Mrs. Campbell, May, and Arlene Spider-eyes have become inseparable, and all they do is smoke, do one another’s hair, and lie around half naked, giggling and stupid. When we’re not sitting with Nat, Jas, Hope, and I spend all our time gathering firewood and looking for food. Hope is good at reaching figs on high branches and dragging heavy logs to the beach.
We spotted a helicopter yesterday, but it came nowhere near our island. It was a very long way away. There are so many little islands, and they all look alike, densely wooded like small mountains in the sea. There must be at least thirty between us and the one we were supposed to camp on.
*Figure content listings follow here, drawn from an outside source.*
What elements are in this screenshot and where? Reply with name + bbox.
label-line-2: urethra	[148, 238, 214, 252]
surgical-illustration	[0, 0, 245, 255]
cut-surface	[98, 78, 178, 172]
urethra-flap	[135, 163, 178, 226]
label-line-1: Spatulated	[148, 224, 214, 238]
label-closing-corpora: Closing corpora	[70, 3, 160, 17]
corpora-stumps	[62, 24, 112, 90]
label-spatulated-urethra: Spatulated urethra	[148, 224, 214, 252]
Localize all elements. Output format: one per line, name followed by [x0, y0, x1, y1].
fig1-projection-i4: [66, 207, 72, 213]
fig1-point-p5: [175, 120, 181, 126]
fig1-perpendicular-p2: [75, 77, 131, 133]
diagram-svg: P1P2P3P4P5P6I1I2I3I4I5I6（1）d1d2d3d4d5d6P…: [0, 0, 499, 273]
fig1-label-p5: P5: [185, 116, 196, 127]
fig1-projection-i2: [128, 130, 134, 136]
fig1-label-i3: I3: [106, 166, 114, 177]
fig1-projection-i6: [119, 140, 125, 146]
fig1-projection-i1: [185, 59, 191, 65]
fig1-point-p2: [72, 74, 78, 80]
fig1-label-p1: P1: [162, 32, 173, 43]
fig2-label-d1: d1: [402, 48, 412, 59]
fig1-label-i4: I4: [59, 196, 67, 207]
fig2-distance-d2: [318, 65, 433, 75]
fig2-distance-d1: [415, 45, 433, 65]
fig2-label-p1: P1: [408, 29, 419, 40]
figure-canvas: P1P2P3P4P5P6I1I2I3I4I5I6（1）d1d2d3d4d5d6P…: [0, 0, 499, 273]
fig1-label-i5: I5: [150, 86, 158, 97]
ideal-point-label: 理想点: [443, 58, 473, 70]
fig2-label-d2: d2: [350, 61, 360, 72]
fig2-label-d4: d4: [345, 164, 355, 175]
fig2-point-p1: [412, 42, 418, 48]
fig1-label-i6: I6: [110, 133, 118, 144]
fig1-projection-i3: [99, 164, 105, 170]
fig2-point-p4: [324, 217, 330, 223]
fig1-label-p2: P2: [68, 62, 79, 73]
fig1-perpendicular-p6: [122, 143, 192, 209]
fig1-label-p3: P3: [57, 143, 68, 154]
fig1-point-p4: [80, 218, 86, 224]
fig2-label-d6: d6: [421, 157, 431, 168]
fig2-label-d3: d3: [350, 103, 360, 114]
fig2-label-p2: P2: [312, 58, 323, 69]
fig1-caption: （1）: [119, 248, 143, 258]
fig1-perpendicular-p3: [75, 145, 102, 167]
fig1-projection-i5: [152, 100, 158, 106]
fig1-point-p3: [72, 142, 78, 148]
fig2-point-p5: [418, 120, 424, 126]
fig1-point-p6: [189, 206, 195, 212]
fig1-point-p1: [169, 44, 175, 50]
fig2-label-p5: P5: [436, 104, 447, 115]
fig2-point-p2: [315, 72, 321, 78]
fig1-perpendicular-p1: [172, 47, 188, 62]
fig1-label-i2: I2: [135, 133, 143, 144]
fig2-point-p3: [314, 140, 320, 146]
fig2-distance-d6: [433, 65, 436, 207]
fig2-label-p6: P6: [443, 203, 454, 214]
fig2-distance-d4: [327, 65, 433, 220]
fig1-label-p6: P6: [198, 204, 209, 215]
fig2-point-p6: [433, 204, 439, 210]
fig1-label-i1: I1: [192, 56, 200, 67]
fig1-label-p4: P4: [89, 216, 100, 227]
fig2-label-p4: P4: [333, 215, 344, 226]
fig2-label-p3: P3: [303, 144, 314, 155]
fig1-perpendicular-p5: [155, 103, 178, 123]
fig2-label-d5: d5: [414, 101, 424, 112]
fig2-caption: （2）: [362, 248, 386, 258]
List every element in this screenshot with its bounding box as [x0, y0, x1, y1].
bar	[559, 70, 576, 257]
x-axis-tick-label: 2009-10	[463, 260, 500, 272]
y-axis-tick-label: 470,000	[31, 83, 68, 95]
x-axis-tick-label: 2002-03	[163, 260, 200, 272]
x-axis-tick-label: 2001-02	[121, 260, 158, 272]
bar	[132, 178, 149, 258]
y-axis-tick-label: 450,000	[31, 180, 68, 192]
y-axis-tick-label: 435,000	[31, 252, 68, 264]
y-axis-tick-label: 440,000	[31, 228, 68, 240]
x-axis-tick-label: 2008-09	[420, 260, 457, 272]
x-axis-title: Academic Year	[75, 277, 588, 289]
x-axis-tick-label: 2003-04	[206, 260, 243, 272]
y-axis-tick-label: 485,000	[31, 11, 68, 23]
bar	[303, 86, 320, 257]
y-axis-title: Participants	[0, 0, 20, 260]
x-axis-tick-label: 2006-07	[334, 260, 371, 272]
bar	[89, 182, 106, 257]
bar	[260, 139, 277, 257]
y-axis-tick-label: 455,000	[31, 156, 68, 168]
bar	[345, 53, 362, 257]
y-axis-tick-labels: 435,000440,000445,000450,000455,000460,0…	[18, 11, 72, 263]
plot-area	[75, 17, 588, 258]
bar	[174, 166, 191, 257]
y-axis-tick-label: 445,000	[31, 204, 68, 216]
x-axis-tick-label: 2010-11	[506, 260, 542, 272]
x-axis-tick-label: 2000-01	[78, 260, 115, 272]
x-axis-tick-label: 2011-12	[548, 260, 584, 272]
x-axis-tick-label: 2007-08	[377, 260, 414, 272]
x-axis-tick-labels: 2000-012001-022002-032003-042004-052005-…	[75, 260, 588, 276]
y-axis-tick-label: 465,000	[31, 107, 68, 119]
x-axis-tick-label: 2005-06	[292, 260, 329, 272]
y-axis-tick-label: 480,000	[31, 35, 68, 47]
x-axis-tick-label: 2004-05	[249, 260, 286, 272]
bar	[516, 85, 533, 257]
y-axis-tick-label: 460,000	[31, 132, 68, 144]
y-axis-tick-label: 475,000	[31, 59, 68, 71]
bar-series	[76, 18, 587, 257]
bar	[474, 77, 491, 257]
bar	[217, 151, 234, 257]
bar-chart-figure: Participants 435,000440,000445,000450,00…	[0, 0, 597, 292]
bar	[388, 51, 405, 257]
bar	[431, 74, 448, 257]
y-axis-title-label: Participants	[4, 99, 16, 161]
“If they k-keep on looking they are sure to f-f-find us eventually, aren’t they?” said Hope. “M-maybe we should be mo
re proactive about g-getting help,” she added.
“How do you mean?” I ask.
“B-build a r-raft or something.”
“How on earth can we do that? Anyway, it’s too rough; it would sink, and we’d drown.”
“We built a c-camp. We could use the same m-materials for a raft.”
“It wouldn’t float.”
“Light m-more fires, all along the b-beach?”
“We can barely keep one fire going, let alone more. No, that’s stupid.”
“W-w-well, w-what do you suggest, then?”
“I don’t know. Write SOS in the sand.”
“The sand gets c-covered every high tide.”
“We’ve got no other means of signaling.”
“Okay. We’ll g-get the juniors to help c-collect as m-many stones and big shells as they can. We’ve already got quite a f-few.”
Hope has a point, and it would give them something to do, and help take their minds off Sandy’s death and Natalie’s leg. That’s the idea, anyway. We work the beach, heads down, looking for rocks and shells.
There’s a scream.
The red sleeping bag has been dragged from its original burial place and torn apart. Sandy’s body is gone. Carly has Sandy’s bloody teddy bear in her arms.
I pick her up and run to Mrs. Campbell.
“Mrs. Campbell. Sandy’s body—it’s gone.”
Her eyes roll in her head, not focusing on anything. May giggles.